[Work task]: Please make an exact copy of the lines from the one holding "is (868, 609)." through the end of the data, both ends included, with no pictures.

■ ■ ■ ■ ■ ■ ■

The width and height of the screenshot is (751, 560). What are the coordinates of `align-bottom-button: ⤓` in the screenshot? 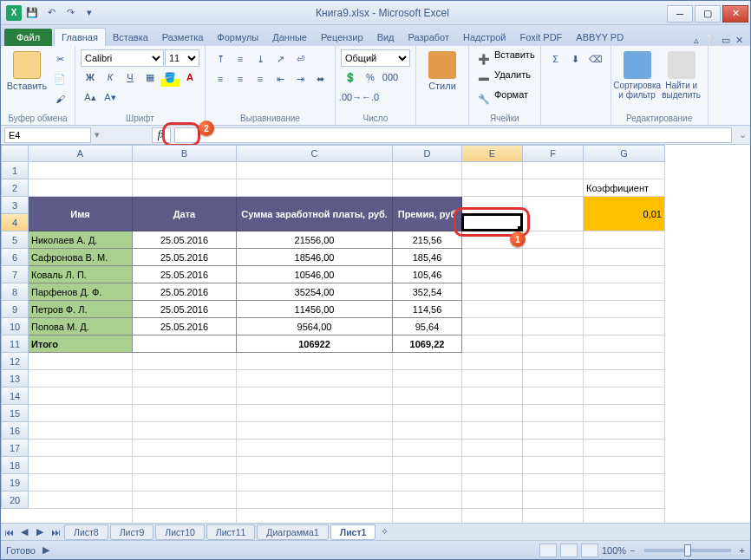 It's located at (260, 59).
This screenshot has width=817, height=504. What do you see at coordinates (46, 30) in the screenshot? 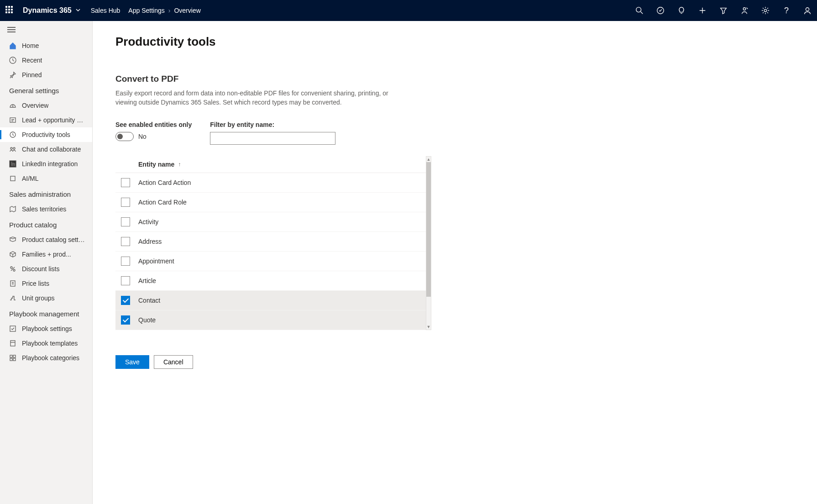
I see `menu-toggle-icon` at bounding box center [46, 30].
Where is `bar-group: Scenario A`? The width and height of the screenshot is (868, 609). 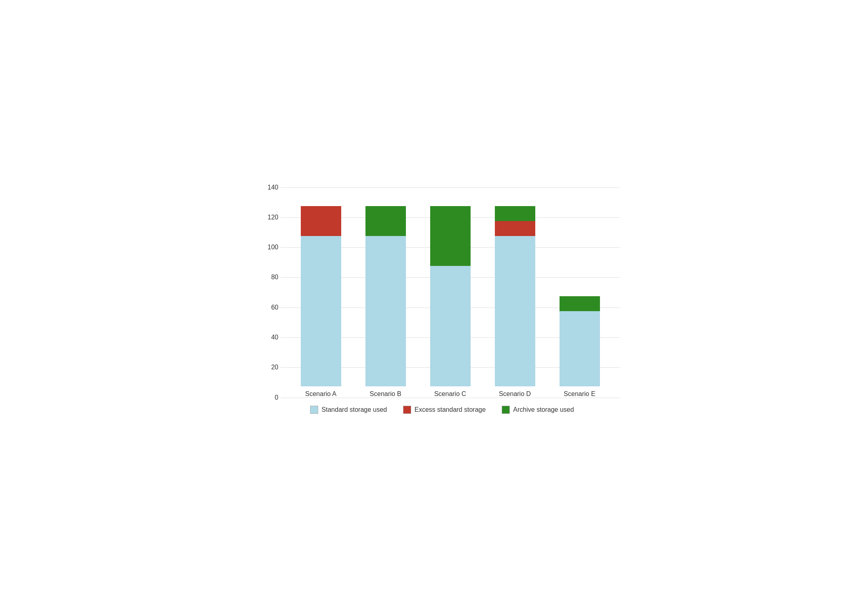
bar-group: Scenario A is located at coordinates (321, 302).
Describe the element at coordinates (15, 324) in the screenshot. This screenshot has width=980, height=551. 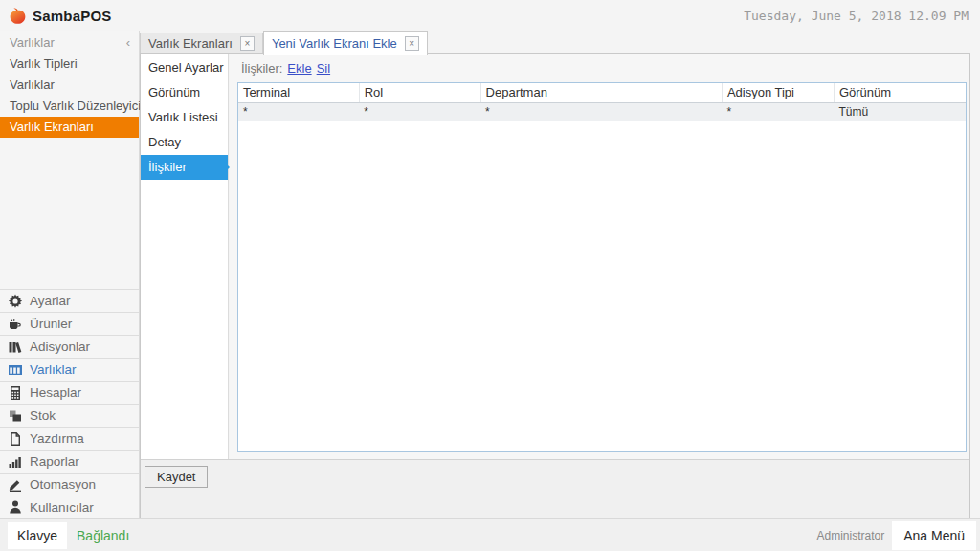
I see `coffee-icon` at that location.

■ ■ ■ ■ ■ ■ ■

[Response to the exercise]:
Where is `bar-group: Scenario A`? The width and height of the screenshot is (868, 609). 
bar-group: Scenario A is located at coordinates (321, 302).
Describe the element at coordinates (15, 324) in the screenshot. This screenshot has width=980, height=551. 
I see `coffee-icon` at that location.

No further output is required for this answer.